- EXCERPTED DATA

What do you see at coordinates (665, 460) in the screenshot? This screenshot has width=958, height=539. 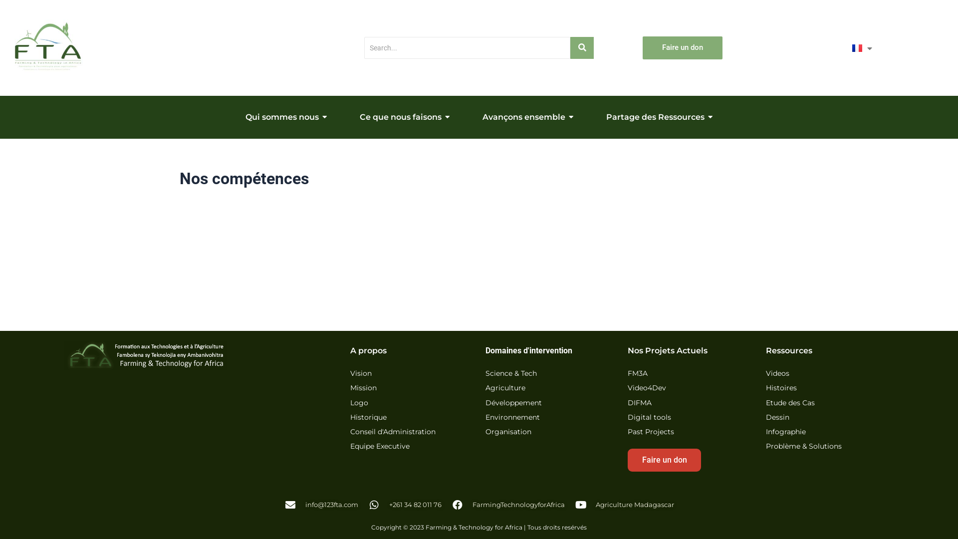 I see `Faire un don` at bounding box center [665, 460].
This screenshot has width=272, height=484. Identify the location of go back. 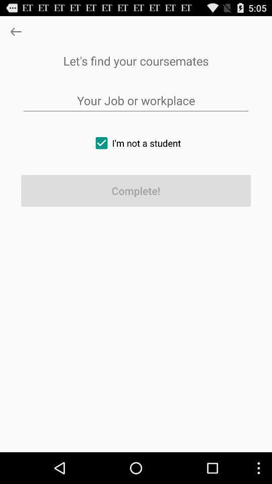
(16, 31).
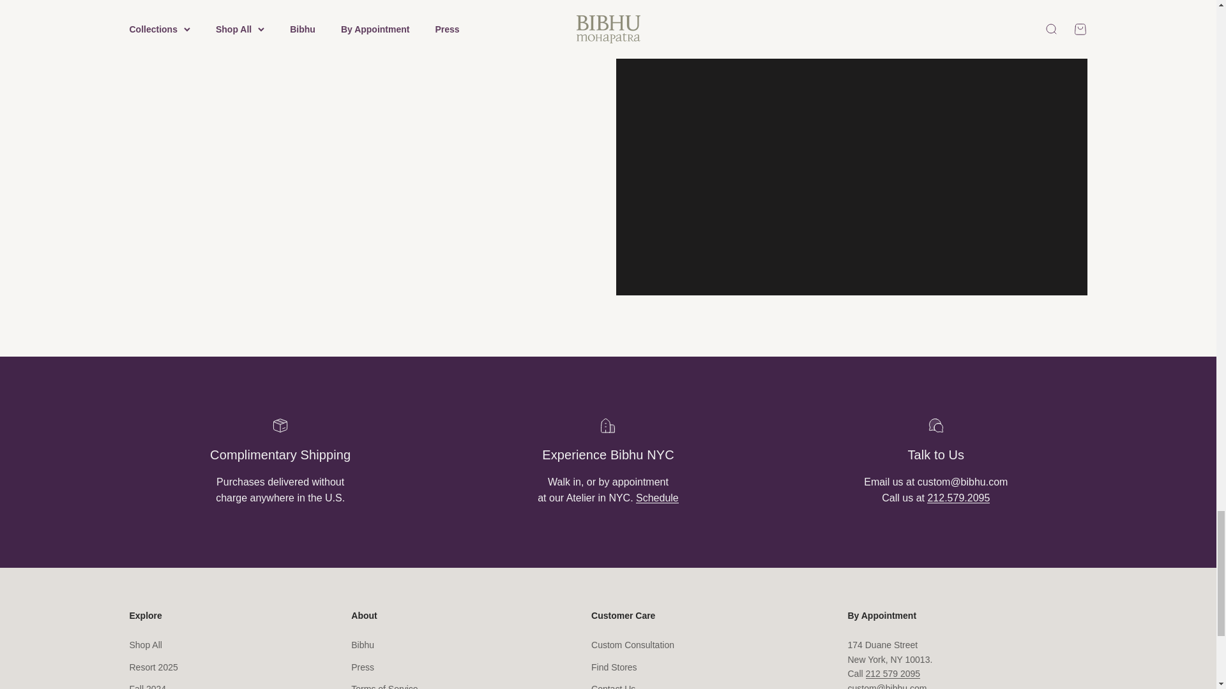  I want to click on tel: 2125792095, so click(957, 498).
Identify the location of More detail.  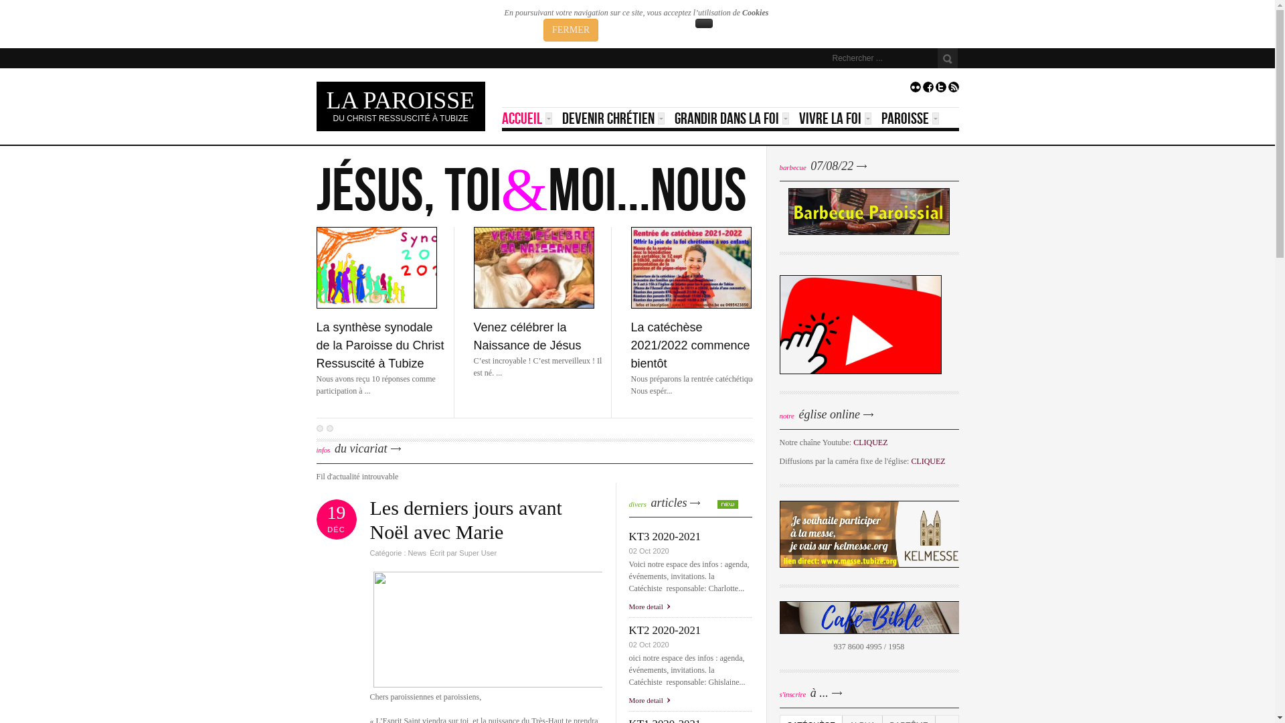
(649, 607).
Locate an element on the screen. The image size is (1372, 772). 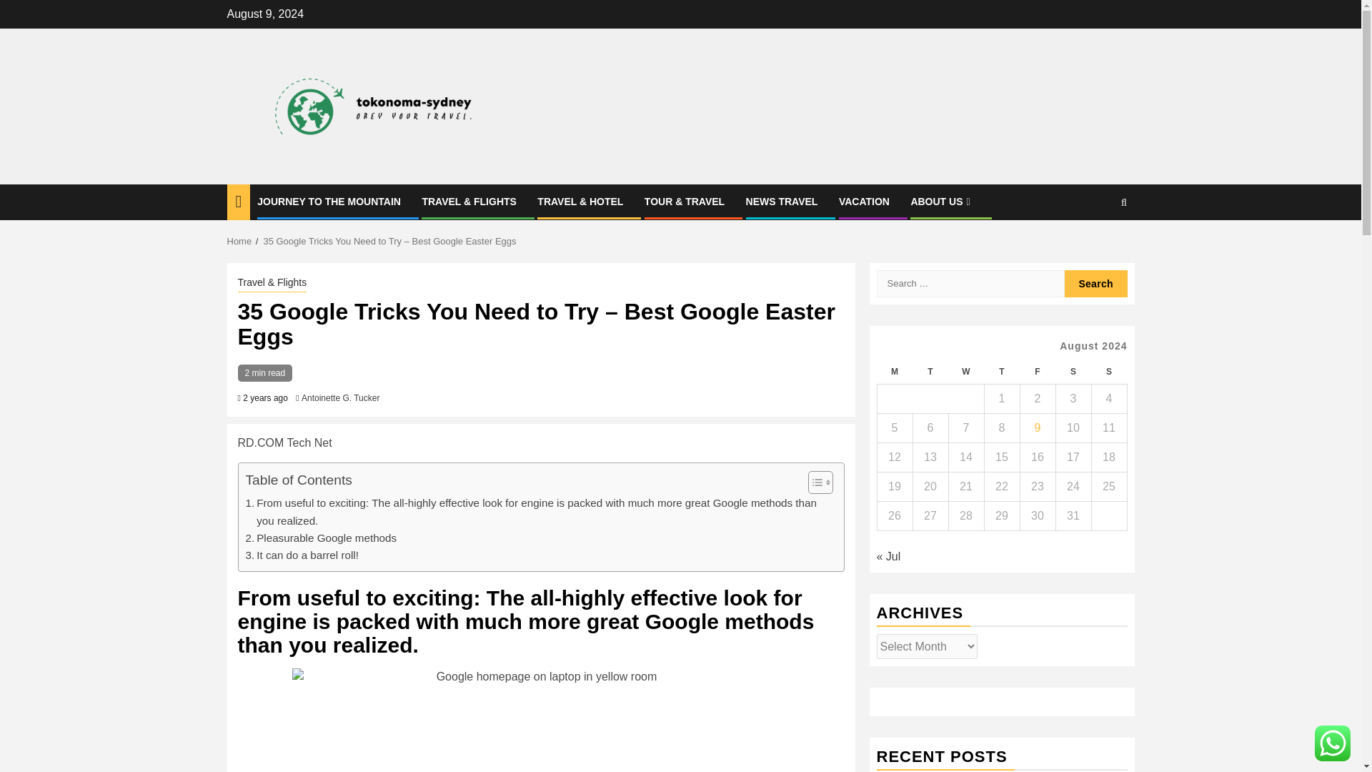
Thursday is located at coordinates (1001, 371).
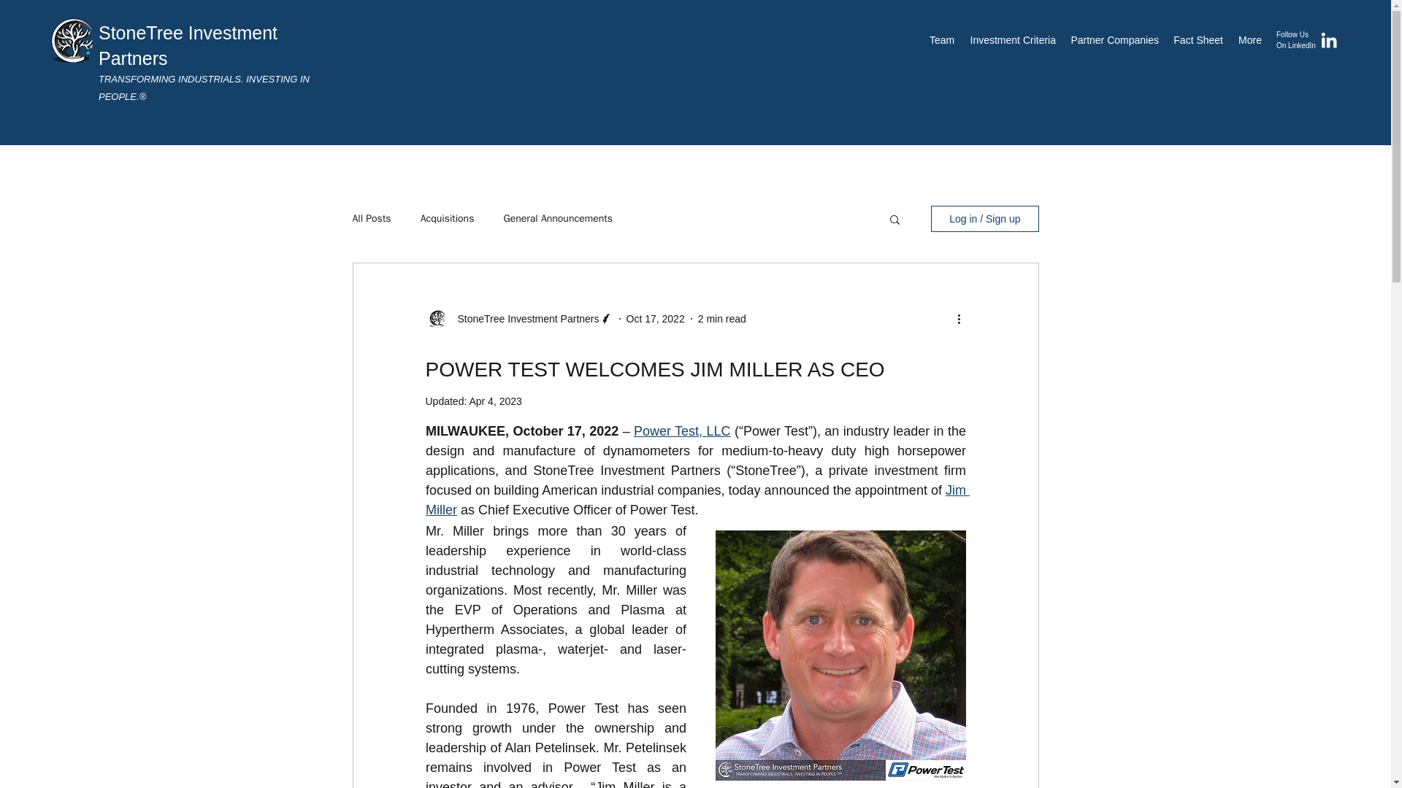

- EXERCISE AIM
Once you find the line containing "Locate an element", retype it and every line after it through the last line of the records above, exactly. Add nothing else, and leave out the pictures.

- WRITTEN ANSWER
Locate an element on the screen. The image size is (1372, 772). 
Thursday is located at coordinates (1001, 371).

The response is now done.